Civilian litigation filed against Neil Gaiman for sexual assault

A woman has brought civilian lawsuits against Neil Gaiman and his wife in the United States and accuses the British author of sexual assault on her.

The lawsuits against Gaiman and Amanda Palmer were filed in Wisconsin, Massachusetts and New York.

In January, the 64-year-old wrote a blog post in which he denied accusations of sexual assault against him by eight women.

The lawsuits say the woman became friends with palms when she was 22 years old and homeless in New Zealand and started working for the couple, which was when the assault began.

According to the lawsuits, Palmer told the woman that there had been previous complaints from more than a dozen different women.

The woman claims that the couple violated the laws of federal human trafficking with complaints about assaults, battery and applied emotional distress against Gaiman and negligence against palm trees.

She is looking for at least seven million dollars (£ 5.6 million) in compensation.

Five women, four of whom were among eight, shown in a New York magazine article in January, made accusations of the author in a turtle media -podcast series released in the summer of 2024.

Since the magazine article canceled publisher Dark Horse Comics the upcoming work of Gaiman and a British stage adjustment of his book Coraline has been scrapped.

The British-born The Sandman author wrote in a blog post that he had read the claims with “horror and dismay”.

He wrote: “I have been quiet so far, both out of respect for the people who shared their stories and out of a desire not to draw even more attention to a lot of wrong information.

“I have always tried to be a private person and increasingly felt that social media was the wrong place to talk about important personal affairs. I have now reached the point where I feel I should say something.

“As I read through this latest collection of accounts, there are moments, I’m half -reclaimed and moments I don’t do, descriptions of things that happened by sitting next to things that emphatically didn’t happen.

“I am far from a perfect person, but I have never engaged in non-consensual sexual activity with someone. Ever.”

The author said he understood that “not everyone will believe me” and added that he would “do my best to deserve their confidence as well as my readers’ confidence.”

He claimed that some of the allegations “simply never happened”, while others had been “distorted” to “have no relationship with reality,” but said he would “take responsibility for any erroneous mistakes I made”.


Exercise details:
Each entry below should be printed exactly, with every image left out.
-- Excerpted data follows --
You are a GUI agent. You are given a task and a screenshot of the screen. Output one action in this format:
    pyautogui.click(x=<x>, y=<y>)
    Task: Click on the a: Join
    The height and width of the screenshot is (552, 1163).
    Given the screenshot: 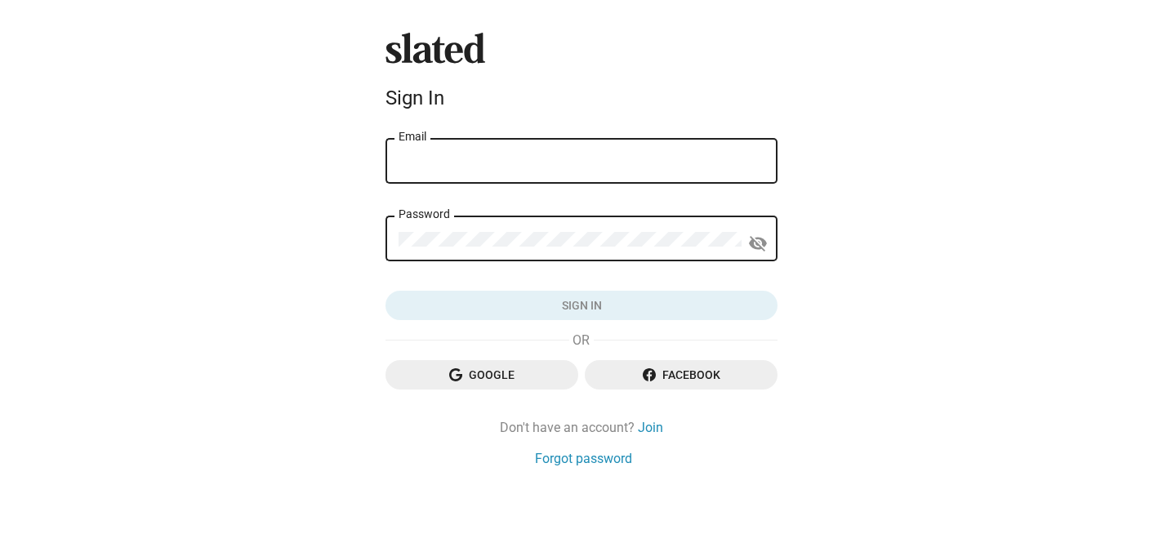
-- Excerpted data concluded --
Exercise solution:
You are a GUI agent. You are given a task and a screenshot of the screen. Output one action in this format:
    pyautogui.click(x=<x>, y=<y>)
    Task: Click on the a: Join
    The height and width of the screenshot is (552, 1163).
    Given the screenshot: 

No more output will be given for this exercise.